What do women’s basketball, STEM careers, and corporate leadership have in common? In all these areas, women are significantly underrepresented. And the trend starts young. Even if girls start out with talent and enthusiasm for sports, math and science, and leadership roles, many leave STEM career paths—which tend to be male-dominated—as they grow older.
How to keep more girls and women “in the game” of competitive sports and technical fields was the topic of a lively panel discussion on August 7, 2025, held prior to the regularly scheduled contest between the WNBA Chicago Sky and the Atlanta Dream at Wintrust Arena in Chicago. Inspiration for the discussion came from the evening’s game theme, which was STEM (for science, technology, engineering, and math) education.
The panelists included Natasha Galavotti, past president–BimboQSR, former professional basketball player, and Big 5 Hall of Fame inductee; Awvee Storey, Executive Director of the Chicago Sky Foundation, former American professional basketball player, and assistant coach for the Connecticut Sun of the WNBA; and Marie Lynn Miranda, Chancellor of the University of Illinois Chicago, professor in the Department of Mathematics, Statistics, and Computer Science, fellow of the American Association for the Advancement of Science, and former student manager for the Duke Blue Devils men’s basketball team.

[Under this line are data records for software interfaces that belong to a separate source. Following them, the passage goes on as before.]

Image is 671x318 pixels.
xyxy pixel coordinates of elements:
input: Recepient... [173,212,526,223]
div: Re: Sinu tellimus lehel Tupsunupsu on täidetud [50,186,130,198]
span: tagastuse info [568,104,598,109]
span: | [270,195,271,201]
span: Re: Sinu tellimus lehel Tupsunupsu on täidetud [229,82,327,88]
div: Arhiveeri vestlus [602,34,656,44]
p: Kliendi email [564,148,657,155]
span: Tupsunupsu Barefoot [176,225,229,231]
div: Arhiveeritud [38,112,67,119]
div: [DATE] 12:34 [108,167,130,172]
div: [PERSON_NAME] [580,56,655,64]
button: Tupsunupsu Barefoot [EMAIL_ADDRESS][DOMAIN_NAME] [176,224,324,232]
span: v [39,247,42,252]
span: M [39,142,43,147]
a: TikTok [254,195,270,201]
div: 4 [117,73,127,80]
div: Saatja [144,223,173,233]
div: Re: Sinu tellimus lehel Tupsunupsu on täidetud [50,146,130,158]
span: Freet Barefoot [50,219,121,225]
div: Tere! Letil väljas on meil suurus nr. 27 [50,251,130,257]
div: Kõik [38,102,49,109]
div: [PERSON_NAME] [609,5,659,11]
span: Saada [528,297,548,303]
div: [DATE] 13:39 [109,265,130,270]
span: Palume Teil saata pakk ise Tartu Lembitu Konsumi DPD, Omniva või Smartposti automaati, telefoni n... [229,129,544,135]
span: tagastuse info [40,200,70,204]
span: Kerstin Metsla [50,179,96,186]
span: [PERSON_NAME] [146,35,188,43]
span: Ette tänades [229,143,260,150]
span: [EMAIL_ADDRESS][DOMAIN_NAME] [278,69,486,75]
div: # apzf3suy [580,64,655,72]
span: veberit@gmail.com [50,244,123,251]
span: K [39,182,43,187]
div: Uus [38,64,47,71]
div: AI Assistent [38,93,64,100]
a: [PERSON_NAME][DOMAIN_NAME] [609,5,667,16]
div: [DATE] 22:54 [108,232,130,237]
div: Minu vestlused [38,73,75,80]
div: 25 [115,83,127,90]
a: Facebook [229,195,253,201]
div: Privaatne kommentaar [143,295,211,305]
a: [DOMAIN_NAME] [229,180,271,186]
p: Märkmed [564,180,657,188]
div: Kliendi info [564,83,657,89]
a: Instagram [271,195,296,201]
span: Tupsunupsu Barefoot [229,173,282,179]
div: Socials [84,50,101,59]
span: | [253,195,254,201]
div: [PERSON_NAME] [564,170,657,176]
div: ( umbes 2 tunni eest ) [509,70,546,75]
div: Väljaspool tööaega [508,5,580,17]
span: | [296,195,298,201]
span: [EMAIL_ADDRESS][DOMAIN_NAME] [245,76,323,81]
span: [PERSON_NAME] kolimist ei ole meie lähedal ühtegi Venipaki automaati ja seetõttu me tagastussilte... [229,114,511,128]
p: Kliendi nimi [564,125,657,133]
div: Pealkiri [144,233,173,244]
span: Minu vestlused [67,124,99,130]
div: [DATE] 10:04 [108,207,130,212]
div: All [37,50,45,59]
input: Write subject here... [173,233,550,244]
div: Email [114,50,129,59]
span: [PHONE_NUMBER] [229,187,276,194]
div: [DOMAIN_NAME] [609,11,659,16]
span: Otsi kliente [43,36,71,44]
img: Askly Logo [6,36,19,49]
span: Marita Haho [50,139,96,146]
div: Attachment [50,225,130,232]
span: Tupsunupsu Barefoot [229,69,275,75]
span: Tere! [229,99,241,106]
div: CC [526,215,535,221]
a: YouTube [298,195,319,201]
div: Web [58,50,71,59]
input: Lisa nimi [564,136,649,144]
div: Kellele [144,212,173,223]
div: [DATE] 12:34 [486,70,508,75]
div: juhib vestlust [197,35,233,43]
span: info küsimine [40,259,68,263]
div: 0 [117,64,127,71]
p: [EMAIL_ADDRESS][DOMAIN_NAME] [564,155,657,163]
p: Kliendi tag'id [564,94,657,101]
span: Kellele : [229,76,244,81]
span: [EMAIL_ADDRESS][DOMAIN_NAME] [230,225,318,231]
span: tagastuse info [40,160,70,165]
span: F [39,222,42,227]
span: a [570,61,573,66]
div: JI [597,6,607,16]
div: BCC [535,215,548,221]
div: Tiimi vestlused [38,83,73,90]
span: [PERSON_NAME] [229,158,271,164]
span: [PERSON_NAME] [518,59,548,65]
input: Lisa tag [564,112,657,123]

Moderating the discussion was Dr. Chevy Humphrey, President and CEO of the Griffin Museum of Science and Industry in Chicago. An expert in informal science education, Humphrey is the first woman and the first Black American to lead MSI, the largest science museum in the Western Hemisphere. (To read Dr. Humphrey’s profile on lincoln-road.com, click here. At halftime during the game, the Sky honored Dr. Humphrey for her work expanding educational opportunities for young women.
The focus of the panel discussion was how key skills honed through basketball—such as problem-solving, teamwork, resilience, and decision-making—can transfer directly to careers in STEM and beyond.
“For girls to understand the teamwork, resilience and leadership you can get from playing a sport is a wonderful thing,” said Galavotti, “and it translates into business. Early on,” she added, “I decided I wanted to be the best player I could be. For me, that meant coming to practice early and staying late. In our careers, it’s the same choice: How much do we truly want to go after something? And are we willing to do the difficult work to get it?”
To face those challenges, the panelists agreed, it’s important to have mentors and a team behind you.
“When we have our team, our tribe, the people who help us out, it’s an incredible asset,” said Dr. Miranda. “And for young women in the workforce, it’s like connective tissue. It changes their persistence in STEM and their level of interest in STEM disciplines.”
“That said,” she added, “we also need to make sure that work is a place where women feel valued and uplifted and recognized.”
A former coach of both men’s and women’s basketball teams, Awvee Storey affirmed the importance for women of giving and getting ongoing encouragement. “I tell my daughter all the time that I believe in her. And I remind her she can do anything she wants if she puts the work in,” he said.
Such encouragement matters especially because women—more than men—tend to be hard on themselves and doubt their abilities. Dr. Miranda talked about advising both male and female students in difficult math classes. Where the male students tended to say, “Wow, that was a really hard course,” she said, the female students tended to tell her, “I thought I was good at math. It turns out I'm not.”
“That was heartbreaking to me,” said Dr. Miranda. In response, the university started encouraging female students to form study groups and work together. As they did, she noticed, mindsets gradually changed. The young women started coming in and saying, “Wow, that was a really hard course!” Yet the most important voice to listen to may be the one inside, said Galavotti. “When I was learning to compete, I didn’t appreciate that, besides discipline, I also needed to give myself grace—for the losses, the disappointments, the setbacks. Without those setbacks, I wouldn’t have had the resilience I needed in my corporate career.”